I was okay with that! It didn’t stop me from enjoying the movie. Maybe that’s because I love time travel stories and I was having enough fun with the ways in which the movie played with time travel, paradox, and cause and effect. The slasher is a (mostly) known quantity—the real question is whether Jamie’s life in 2023 will still exist, if she even manages to survive and return. I definitely felt like this was a time travel movie first, and a slasher movie second.

That doesn’t mean Totally Killer isn’t violent or scary at times. The writers, editors, and directors clearly know how to amp up tension with their shots. And while the movie’s gore is pretty tame, the fight choreography and performance felt good to me. There is tense and visceral violence. There’s one particular stunt involving a staircase that made me wince in sympathy and admiration. Better yet, people who are supposed to be skilled and prepared feel like they are skilled and prepared, even as they also feel fragile and human. That’s a tough balance to strike, and they manage it.
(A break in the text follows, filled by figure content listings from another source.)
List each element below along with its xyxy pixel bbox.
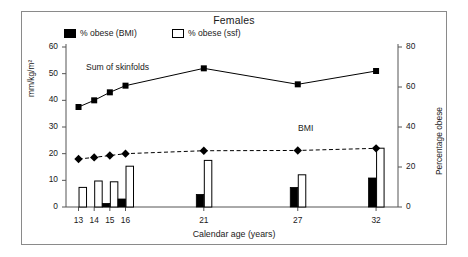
chart-title: Females <box>0 14 468 26</box>
y-tick-label-right: 20 <box>406 161 428 171</box>
x-axis-label: Calendar age (years) <box>0 229 468 239</box>
chart-figure: Females % obese (BMI) % obese (ssf) mm/k… <box>0 0 468 257</box>
x-tick-label: 16 <box>111 215 141 225</box>
y-tick-label-left: 50 <box>36 68 58 78</box>
y-tick-label-left: 0 <box>36 201 58 211</box>
legend-item-obese-bmi: % obese (BMI) <box>64 28 137 38</box>
y-tick-label-left: 30 <box>36 121 58 131</box>
y-axis-left-label: mm/kg/m² <box>26 60 36 97</box>
y-tick-label-left: 10 <box>36 174 58 184</box>
legend-swatch-filled-square-icon <box>64 29 76 38</box>
x-tick-label: 32 <box>361 215 391 225</box>
x-tick-label: 21 <box>189 215 219 225</box>
figure-frame <box>21 11 447 245</box>
y-axis-right-label: Percentage obese <box>434 107 444 175</box>
y-tick-label-right: 0 <box>406 201 428 211</box>
legend-label-obese-bmi: % obese (BMI) <box>80 28 137 38</box>
annotation-bmi: BMI <box>298 123 313 133</box>
x-tick-label: 27 <box>283 215 313 225</box>
legend-label-obese-ssf: % obese (ssf) <box>188 28 241 38</box>
legend-swatch-open-square-icon <box>172 29 184 38</box>
y-tick-label-right: 40 <box>406 121 428 131</box>
legend-item-obese-ssf: % obese (ssf) <box>172 28 241 38</box>
y-tick-label-left: 20 <box>36 148 58 158</box>
y-tick-label-right: 60 <box>406 81 428 91</box>
annotation-sum-of-skinfolds: Sum of skinfolds <box>86 62 149 72</box>
y-tick-label-left: 60 <box>36 41 58 51</box>
y-tick-label-left: 40 <box>36 94 58 104</box>
y-tick-label-right: 80 <box>406 41 428 51</box>
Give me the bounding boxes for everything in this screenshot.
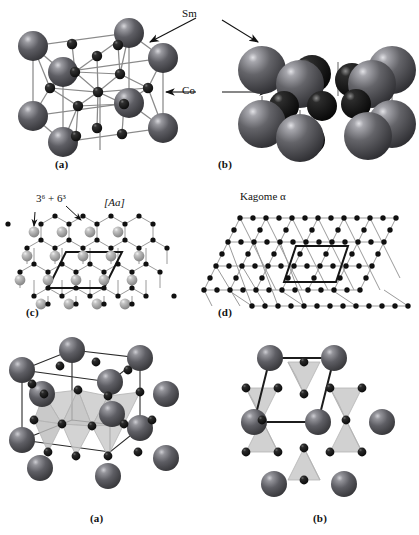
panel-d-kagome-net xyxy=(201,215,410,308)
kagome-label: Kagome α xyxy=(240,190,286,202)
arrow-to-sm-site xyxy=(34,212,35,226)
row2-panels xyxy=(0,186,419,316)
sm-sphere xyxy=(276,114,324,162)
row1-panels xyxy=(0,0,419,175)
sm-sphere xyxy=(344,112,392,160)
caption-row3-b: (b) xyxy=(313,512,327,524)
caption-row1-a: (a) xyxy=(55,158,68,170)
panel-bottom-a-polyhedra xyxy=(9,337,179,489)
co-sphere xyxy=(307,91,337,121)
co-label: Co xyxy=(182,84,195,96)
panel-b-space-filling xyxy=(238,46,416,162)
caption-row2-d: (d) xyxy=(218,306,232,318)
vertex-notation-label: 3⁶ + 6³ xyxy=(36,192,66,204)
panel-a-co-atoms xyxy=(45,39,153,141)
caption-row1-b: (b) xyxy=(218,158,232,170)
sm-label: Sm xyxy=(182,7,197,19)
sm-arrow-right xyxy=(222,20,258,42)
row3-panels xyxy=(0,332,419,532)
stacking-label: [Aa] xyxy=(104,196,125,208)
sm-arrow-left xyxy=(150,18,196,42)
crystal-structure-figure: Sm Co (a) (b) xyxy=(0,0,419,535)
arrow-to-co-site xyxy=(66,206,81,220)
caption-row3-a: (a) xyxy=(90,512,103,524)
panel-c-honeycomb-net xyxy=(5,206,176,309)
panel-bottom-b-projection xyxy=(241,345,395,497)
caption-row2-c: (c) xyxy=(26,306,39,318)
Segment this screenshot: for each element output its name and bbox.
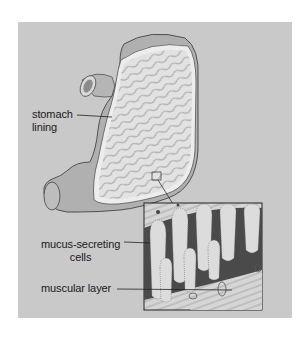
label-line: cells: [41, 251, 120, 264]
label-line: lining: [32, 121, 73, 134]
magnified-inset: [144, 203, 262, 310]
label-mucus-secreting-cells: mucus-secreting cells: [41, 238, 120, 264]
label-stomach-lining: stomach lining: [32, 108, 73, 134]
label-line: mucus-secreting: [41, 238, 120, 251]
label-muscular-layer: muscular layer: [41, 282, 111, 295]
label-line: muscular layer: [41, 282, 111, 295]
label-line: stomach: [32, 108, 73, 121]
The movie is also damn funny. The jokes mostly feel like they naturally arise from the characters, contextual or in-character moments rather than witty lines slipped in later by a writer called on to punch up the script. The movie also lingers in the sometimes-comedic sometimes-awful culture shock of being thrown back into the 1980s from 2023, in ways that I thought worked really well. Where many time travel movies ignore the profound culture shock of being in another time, Totally Killer delights in those details.

Plus, Totally Killer wrings emotional weight from its time travel premise, even as it moments later mercilessly turns that emotional heft into harsh comedy. There are lovely moments of deeply meaningful sharing and vulnerability, and sometimes they’re shut down in the most crushing ways. This was good. This was what I wanted. I also loved the ways in which Totally Killer delivered on the occasionally brutal self-absorbed callousness of teens; as we discover, the serial killer’s original victims are the 1980s version of Mean Girls’ Plastics. The more our protagonist learns about the girls she’s trying to save, the more outraged she becomes. It’s great!
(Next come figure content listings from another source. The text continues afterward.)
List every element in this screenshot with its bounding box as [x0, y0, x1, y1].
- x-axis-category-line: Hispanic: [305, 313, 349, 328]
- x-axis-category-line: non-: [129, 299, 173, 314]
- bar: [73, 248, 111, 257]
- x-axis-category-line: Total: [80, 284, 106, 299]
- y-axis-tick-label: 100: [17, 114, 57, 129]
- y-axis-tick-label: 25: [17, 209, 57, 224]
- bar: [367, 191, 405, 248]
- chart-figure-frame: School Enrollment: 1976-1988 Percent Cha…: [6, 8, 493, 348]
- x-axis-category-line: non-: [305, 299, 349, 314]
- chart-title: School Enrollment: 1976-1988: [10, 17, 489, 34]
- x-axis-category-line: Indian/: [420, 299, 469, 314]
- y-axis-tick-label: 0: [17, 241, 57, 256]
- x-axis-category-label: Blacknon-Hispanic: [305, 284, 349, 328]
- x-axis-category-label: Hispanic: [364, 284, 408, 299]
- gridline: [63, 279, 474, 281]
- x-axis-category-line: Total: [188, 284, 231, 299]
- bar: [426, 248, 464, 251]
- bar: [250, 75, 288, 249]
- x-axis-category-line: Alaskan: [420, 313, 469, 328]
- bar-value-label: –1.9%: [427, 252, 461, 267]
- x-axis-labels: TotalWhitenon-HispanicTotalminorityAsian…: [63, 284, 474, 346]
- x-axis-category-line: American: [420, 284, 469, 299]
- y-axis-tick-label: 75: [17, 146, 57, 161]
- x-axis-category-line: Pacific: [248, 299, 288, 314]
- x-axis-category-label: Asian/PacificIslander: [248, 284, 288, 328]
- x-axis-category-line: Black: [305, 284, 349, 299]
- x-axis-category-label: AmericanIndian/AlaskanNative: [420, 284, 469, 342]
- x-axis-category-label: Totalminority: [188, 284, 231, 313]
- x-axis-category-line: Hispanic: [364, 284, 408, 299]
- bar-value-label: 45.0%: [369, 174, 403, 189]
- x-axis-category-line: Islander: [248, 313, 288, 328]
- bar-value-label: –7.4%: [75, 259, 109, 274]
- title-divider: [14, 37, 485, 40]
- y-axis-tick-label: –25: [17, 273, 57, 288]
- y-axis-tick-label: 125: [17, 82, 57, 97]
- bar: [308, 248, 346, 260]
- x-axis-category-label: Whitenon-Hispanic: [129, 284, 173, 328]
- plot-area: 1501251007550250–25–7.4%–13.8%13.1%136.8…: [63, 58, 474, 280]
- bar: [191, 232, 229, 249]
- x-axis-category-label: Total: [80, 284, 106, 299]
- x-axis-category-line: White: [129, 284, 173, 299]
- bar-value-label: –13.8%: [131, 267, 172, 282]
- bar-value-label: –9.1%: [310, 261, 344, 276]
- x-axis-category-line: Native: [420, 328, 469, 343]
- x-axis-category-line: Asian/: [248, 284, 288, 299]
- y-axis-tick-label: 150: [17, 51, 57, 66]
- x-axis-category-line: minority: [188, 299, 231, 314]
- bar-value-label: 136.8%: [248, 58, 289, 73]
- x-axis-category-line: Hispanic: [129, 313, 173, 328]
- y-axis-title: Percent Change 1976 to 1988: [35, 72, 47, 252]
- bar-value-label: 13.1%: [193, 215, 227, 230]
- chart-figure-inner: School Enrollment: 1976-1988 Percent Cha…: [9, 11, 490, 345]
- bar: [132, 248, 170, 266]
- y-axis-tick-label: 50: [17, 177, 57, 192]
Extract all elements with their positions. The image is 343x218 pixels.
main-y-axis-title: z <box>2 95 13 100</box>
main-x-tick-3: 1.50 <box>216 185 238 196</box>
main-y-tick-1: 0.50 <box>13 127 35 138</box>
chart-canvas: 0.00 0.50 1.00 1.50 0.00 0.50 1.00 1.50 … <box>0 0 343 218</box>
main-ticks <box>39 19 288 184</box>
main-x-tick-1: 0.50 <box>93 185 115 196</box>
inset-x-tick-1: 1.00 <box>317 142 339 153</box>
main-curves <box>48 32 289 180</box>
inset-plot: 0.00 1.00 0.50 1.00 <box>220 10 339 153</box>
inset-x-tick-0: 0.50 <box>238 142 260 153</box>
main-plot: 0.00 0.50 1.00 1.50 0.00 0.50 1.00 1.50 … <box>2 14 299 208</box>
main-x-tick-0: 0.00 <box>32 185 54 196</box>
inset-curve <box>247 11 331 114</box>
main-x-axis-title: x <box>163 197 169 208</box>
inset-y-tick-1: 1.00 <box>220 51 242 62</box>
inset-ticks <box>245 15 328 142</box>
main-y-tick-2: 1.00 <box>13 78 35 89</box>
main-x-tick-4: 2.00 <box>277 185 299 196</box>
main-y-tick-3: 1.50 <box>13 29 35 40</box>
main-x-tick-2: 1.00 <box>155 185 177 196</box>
There were some bits that sat oddly with me. I didn’t feel like I got a clear enough, consistent enough read on who most of these 1980s girls were. Because we’re following our protagonist, we don’t get a lot of time inside these 1980s girls’ lives or inside their heads. As someone who wasn’t a popular mean girl in the 1980s, it’s hard for me to tell whether these characters felt real or like a writer’s caricature, a set of cardboard cutouts tossing out jokes about casual sex. I think that was okay, but given the depth or perspective offered to other characters it felt like a missed opportunity.

Have I missed any other good things?

There are fun homages that feel clever without slipping into the failure mode of clever. I caught a couple of references that I enjoyed, and there was enough context delivered around them that I don’t think I would have felt left out if I hadn’t known. I never needed to know something that I didn’t. Whatever I did need was included in the movie itself. That said, knowing a little about famous ‘80s movies and their actors and directors may heighten your enjoyment (ahem, Hughes). Those references aren’t big, but I enjoyed the chuckles.

So, do I recommend this? Yes. Absolutely yes.

Who wouldn’t like this movie? Probably people who hate time travel movies, or who crave a brilliant slasher flick instead of time travel with a side of slasher. If you absolutely can’t handle slashers at all, you might nope out of this too. This really does feel like a fairly gentle entry into the slasher genre, but it’s not not a slasher.

If you like time travel, and if you don’t have impossibly high standards for slasher movies or are at least willing to dip your toes into that bloody genre, try Totally Killer.